Discover the legends of athletics in our monthly feature On the Shoulders of Giants.
Paavo Nurmi
One of the Great Flying Finns, Pavvo Nurmi still holds the record for winning the most Athletics Olympic medals, nine gold and three silver. Five gold medals at the ‘24 Paris Olympics alone. He was the first superstar of athletics. A generational athlete who operated at a completely different level to his peers.
Paavo Nurmi grew up in Turku in the southwest of Finland and began running at the age of ten. By eleven he was running the 1500m in a time of 5:02. During his childhood, Nurmi’s family endured a series of tragedies. Nurmi’s father died in 1910 and his sister a year later. At the age of 12, he left school to help provide for the family. His mother worked on a building site and Nurmi himself endeavoured to hold down various odd jobs, balancing this with minding his younger siblings. These commitments meant Nurmi had very little time for running until he joined the army years later.
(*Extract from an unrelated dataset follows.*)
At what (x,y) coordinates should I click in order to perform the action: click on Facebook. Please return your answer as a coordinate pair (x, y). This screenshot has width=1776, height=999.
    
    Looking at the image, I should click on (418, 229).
The difficult years undoubtedly had a profound effect on the young man and his approach to life. For one thing, Nurmi had developed a strength, a hardcore spirit, a determination born from years of hardship, hard labour and journeys trudging through snow, ice and freezing winds. When Nurmi was 15, Hannes Kolehmainen, the first Flying Finn took Gold at the Stockholm Olympics and catapulted athletics and long distance running to the forefront of Finnish culture. Nurmi saw in athletics a way out of the dire economic and social situation his family were in.
Once in the army Nurmi was able to concentrate on building his fitness and focusing on his running. He was implementing training approaches and race strategies that moved beyond the amateur to a level of professionalism that had never been seen before. Performances in athletics at that time were dictated by talent alone, the plucky amateur was celebrated, and it was deemed too professional to concentrate your efforts on training. In this staunchly amateur era, someone who took this approach was seen as overstepping the mark, it was in fact largely considered to be cheating. However, Nurmi was keen to develop on the ‘approach’ of Kolehmainen and the wider Finnish distance running scene, which was breaking from the general amateur view, and like them he wanted to maximise his talent and find ways to train in a more professional way.
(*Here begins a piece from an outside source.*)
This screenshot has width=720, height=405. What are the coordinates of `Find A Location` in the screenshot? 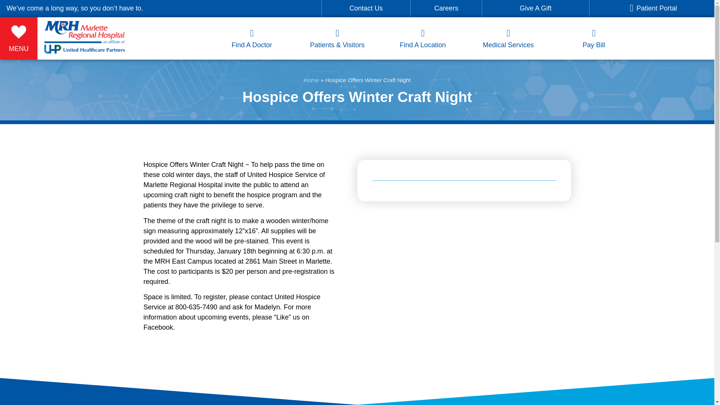 It's located at (422, 45).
Alongside his training base workouts, Nurmi used to wait until darkness to hit the streets of Turku, where he raced trams in an effort to build his mileage. Long before the era of jogging arrived in the late 1960s/70s, it was pretty unusual to see a person running around a town or over country roads, in fact you would be considered rather odd if you ran anywhere.
Paavo Nurmi was incredibly methodical, he left nothing to chance. He trained and raced with a stopwatch in his hand and what was witnessed on race day had been repeated countless times in training. Although completely normal now, this approach was radical for its time. Famously he even replicated his Olympic 1500m, 5000m double run with the same time duration between efforts at the Finnish Olympic trials, while everyone predicted the feat to be impossible, Nurmi had already proved to himself that it was well within his capabilities, breaking the world record in both events.
It was at the Paris Olympics in 1924 where Nurmi cemented his legacy. Between 8 July and the 13 July, Nurmi won five gold medals in the 1500m, 5000m, 3000m Team Race, Individual Cross Country and Team Cross Country. The 1500m and 5000m golds were won just 60 minutes apart, while the Cross Country victory, the last time the event was held at the Olympics, was particularly impressive. Ran during a heatwave where the temperatures soared to 45 degrees, just 15 of the 38-man field completed the race and 8 were carried away on stretchers at the end. The stories of the nearby factories that spewed poisonous gases, and the many tales of how athletes were severely affected by heat stroke add to the near mythical quality of the event. Nurmi won with 1 minute 24 seconds to spare over the silver medallist, and the British athlete Guy Butler wrote ‘Nurmi looked as fresh as if he’d just completed one of his training spins in the shade of the Finnish forests but others staggered to the finish’.
Nurmi was an enigma, he shared very little, rarely spoke to press or mixed with fellow athletes. Many of his competitors were beaten before the starting gun had ever been fired. Nurmi’s stern expressionless face, his cold distant stare and robotically consistent laps, along with his supreme conditioning led to an air of invincibility. After the Olympics Nurmi travelled to the US where he ran 55 races, losing just once. It was a tour that is rumoured to have been very financially beneficial, though it would have been all brown envelopes and hushed exchanges during this amateur period.
Through his career, Nurmi set 22 world records and over his 14 years of running at the highest level he remained unbeaten at Cross-Country and over the 10,000m distance. Long before Eliud Kipchoge had declared ‘no human is limited’, Nurmi had questioned our limitations. In an interview shortly after his retirement where he reflected on his athletic career Nurmi stated that there were ‘neither unbeatable records nor human limits.’ That philosophy was one that perfectly epitomised the Great Flying Finn.